An offer was made to British Air Ministry to run a flying school and to train personnel to man three squadrons, which was duly accepted.
[36] The trainees came mainly from Britain, but also from Australia, Canada, South Africa, New Zealand, USA, Yugoslavia, Greece, France, Poland, Czechoslovakia, Kenya, Uganda, Tanganyika, Fiji and Malta.
[39] In September 1940, 237 Squadron was relieved by units of the South African Air Force and redeployed in Sudan,[41] where the Operations Record for the last three months of 1940 showed it was involved in reconnaissance, dive-bombing and pamphlet-dropping.
The Hardys were replaced by Westland Lysander II army co-operation planes as well as Gloster Gladiator fighter biplanes.
[53] The bomber Squadron, equipped with Hampdens, took part in raids on Berlin and many other targets, as well as mine-laying in sea traffic lanes.
[53] Although the order was given in December to cease operations in the Hampdens, it was not until 3 March 1942 that the Lancaster was put on active service on its first battle mission for the entire RAF.
[21] Although he had retired from political office, Guest continued to be active in public life, for example in organising the 1953 Rhodes Centenary Exhibition in Southern Rhodesia.
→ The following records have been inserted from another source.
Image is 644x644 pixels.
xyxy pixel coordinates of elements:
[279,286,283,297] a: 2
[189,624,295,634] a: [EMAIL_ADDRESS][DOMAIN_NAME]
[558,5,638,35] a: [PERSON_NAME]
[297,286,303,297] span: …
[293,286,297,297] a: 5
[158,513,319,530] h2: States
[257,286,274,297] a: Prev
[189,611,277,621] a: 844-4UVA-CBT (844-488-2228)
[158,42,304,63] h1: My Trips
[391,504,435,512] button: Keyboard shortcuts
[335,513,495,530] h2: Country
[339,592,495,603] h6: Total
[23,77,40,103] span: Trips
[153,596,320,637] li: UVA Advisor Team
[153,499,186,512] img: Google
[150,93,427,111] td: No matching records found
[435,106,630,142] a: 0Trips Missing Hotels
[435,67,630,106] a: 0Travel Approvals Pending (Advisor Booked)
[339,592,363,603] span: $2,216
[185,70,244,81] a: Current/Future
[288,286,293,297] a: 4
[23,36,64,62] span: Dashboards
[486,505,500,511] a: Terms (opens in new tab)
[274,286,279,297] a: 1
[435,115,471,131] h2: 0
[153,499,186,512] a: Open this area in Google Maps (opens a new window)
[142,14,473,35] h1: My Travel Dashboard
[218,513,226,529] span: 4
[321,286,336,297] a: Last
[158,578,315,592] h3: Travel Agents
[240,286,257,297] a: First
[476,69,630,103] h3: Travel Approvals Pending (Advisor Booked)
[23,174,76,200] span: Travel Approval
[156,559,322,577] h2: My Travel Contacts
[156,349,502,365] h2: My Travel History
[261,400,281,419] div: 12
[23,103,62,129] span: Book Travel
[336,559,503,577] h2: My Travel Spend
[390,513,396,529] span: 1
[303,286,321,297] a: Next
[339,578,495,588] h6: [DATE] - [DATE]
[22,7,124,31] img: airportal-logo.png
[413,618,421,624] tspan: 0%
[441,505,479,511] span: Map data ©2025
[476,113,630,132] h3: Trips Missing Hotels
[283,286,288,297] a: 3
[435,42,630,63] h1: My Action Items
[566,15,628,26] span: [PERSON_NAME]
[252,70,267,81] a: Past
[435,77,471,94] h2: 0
[71] John Desmond Thomas Guest (1920–21 November 1941), Melville's twin brother, turned down a Rhodes Scholarship at Trinity College, Oxford[72] as the war broke out and enlisted in England instead,[73] commissioned Second Lieutenant in the King's Royal Rifle Corps in June 1940.
[85] In Parliament, a motion of condolence was moved on 14 November 1972 by Jack Howman, Minister of Foreign Affairs, Defence and Public Services – and a partner in Coghlan, Welsh & Guest – as Acting Leader of the House.